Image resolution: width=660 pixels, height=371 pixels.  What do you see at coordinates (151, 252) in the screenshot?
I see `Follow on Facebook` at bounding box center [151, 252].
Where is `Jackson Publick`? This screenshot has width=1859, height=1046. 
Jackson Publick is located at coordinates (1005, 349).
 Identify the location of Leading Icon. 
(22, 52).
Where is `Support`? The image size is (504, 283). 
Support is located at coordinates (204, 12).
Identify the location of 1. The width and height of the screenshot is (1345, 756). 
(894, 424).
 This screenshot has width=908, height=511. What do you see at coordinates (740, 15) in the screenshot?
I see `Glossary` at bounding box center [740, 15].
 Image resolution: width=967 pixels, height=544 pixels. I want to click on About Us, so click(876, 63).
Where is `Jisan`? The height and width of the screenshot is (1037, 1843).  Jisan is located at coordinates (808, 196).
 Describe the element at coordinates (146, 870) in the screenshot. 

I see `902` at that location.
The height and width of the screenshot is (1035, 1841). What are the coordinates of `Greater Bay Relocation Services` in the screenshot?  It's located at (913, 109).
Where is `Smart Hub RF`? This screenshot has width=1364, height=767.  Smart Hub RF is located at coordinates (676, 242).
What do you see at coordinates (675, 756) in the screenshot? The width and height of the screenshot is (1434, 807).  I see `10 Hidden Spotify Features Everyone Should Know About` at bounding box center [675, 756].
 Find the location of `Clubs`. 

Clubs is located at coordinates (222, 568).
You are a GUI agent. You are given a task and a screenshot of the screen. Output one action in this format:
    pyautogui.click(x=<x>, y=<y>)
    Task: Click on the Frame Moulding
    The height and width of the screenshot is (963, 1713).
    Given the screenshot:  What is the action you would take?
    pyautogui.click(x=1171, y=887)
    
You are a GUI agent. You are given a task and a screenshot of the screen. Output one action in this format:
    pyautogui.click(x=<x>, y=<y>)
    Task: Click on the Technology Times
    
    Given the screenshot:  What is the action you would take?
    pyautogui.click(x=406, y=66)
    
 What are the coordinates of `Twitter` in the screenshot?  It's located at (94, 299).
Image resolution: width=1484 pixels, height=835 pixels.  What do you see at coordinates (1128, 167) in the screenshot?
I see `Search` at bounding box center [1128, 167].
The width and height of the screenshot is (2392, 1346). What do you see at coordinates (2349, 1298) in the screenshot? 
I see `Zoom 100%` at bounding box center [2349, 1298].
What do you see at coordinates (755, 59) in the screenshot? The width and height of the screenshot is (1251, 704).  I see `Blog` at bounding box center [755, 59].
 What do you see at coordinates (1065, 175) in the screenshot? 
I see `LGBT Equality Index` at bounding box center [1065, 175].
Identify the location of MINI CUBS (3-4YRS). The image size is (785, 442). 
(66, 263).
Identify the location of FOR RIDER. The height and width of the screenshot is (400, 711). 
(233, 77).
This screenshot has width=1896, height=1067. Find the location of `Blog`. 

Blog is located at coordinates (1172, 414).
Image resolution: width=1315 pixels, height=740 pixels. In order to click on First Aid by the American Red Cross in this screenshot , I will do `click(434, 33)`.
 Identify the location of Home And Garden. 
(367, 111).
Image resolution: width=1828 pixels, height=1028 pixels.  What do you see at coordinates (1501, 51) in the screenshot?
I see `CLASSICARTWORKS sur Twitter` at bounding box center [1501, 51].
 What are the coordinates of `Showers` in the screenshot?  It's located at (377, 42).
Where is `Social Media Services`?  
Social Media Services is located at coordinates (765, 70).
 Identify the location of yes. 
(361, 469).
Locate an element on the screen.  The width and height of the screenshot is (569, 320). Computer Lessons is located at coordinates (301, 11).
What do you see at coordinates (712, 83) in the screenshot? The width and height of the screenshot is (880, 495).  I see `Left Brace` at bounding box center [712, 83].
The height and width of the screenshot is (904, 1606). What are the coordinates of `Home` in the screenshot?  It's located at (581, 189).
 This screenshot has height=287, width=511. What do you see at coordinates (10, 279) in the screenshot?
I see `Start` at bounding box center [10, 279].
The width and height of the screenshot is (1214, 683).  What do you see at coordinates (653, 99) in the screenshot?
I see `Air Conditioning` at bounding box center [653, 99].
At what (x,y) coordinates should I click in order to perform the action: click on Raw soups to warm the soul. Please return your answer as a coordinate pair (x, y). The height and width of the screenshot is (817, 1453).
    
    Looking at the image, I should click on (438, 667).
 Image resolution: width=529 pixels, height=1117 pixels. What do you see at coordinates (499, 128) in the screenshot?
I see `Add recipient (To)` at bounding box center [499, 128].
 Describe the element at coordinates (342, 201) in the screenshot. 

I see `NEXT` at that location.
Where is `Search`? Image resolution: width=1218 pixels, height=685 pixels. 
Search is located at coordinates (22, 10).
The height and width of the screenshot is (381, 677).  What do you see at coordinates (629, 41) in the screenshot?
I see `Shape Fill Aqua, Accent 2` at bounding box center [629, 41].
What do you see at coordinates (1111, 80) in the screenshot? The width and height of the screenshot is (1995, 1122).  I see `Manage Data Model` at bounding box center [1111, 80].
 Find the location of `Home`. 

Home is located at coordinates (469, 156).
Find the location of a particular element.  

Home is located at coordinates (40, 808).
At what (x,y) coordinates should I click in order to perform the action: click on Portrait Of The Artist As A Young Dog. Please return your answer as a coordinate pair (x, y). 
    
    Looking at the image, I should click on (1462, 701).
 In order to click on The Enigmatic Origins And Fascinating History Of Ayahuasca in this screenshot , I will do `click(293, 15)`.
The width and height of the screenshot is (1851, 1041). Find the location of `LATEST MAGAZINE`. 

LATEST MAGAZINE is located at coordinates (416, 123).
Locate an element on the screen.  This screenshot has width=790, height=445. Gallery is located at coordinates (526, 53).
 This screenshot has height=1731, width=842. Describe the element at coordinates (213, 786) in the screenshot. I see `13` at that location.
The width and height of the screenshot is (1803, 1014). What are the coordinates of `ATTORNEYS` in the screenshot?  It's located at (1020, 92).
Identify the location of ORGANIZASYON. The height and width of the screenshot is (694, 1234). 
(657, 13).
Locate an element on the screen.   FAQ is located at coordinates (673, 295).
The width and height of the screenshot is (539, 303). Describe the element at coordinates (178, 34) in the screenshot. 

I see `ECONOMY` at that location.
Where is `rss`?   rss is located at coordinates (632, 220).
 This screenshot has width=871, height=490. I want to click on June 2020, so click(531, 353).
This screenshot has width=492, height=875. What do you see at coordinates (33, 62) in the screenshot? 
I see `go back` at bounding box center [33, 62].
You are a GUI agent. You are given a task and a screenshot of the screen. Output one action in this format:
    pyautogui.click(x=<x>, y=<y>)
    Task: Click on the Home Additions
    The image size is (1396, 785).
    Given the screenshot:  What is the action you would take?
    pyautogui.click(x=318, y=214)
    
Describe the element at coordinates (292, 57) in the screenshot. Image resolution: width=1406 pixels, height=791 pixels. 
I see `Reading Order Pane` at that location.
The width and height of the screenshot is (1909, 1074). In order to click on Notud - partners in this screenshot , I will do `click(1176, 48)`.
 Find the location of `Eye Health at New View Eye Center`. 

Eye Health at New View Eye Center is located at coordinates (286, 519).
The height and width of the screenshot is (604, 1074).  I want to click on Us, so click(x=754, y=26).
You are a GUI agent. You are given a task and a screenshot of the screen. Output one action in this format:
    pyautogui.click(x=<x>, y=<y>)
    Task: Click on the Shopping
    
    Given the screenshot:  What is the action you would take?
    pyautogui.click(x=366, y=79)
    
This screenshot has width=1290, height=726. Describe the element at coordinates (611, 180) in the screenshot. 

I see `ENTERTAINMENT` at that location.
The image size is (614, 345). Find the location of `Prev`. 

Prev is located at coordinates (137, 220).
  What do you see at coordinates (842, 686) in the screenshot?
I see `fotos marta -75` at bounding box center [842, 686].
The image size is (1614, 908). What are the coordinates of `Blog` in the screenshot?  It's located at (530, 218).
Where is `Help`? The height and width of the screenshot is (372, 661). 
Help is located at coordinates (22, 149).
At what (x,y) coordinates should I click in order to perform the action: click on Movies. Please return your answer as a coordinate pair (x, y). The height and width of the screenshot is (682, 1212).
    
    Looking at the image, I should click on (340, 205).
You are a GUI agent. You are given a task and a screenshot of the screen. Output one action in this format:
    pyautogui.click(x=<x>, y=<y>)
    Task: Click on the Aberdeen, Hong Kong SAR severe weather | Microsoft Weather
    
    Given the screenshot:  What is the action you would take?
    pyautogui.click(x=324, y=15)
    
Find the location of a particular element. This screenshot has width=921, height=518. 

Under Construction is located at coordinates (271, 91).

★ ★ ★ ★

* Task description: Across the data above, count every line with "will" in it and write only the total.

* Response: 3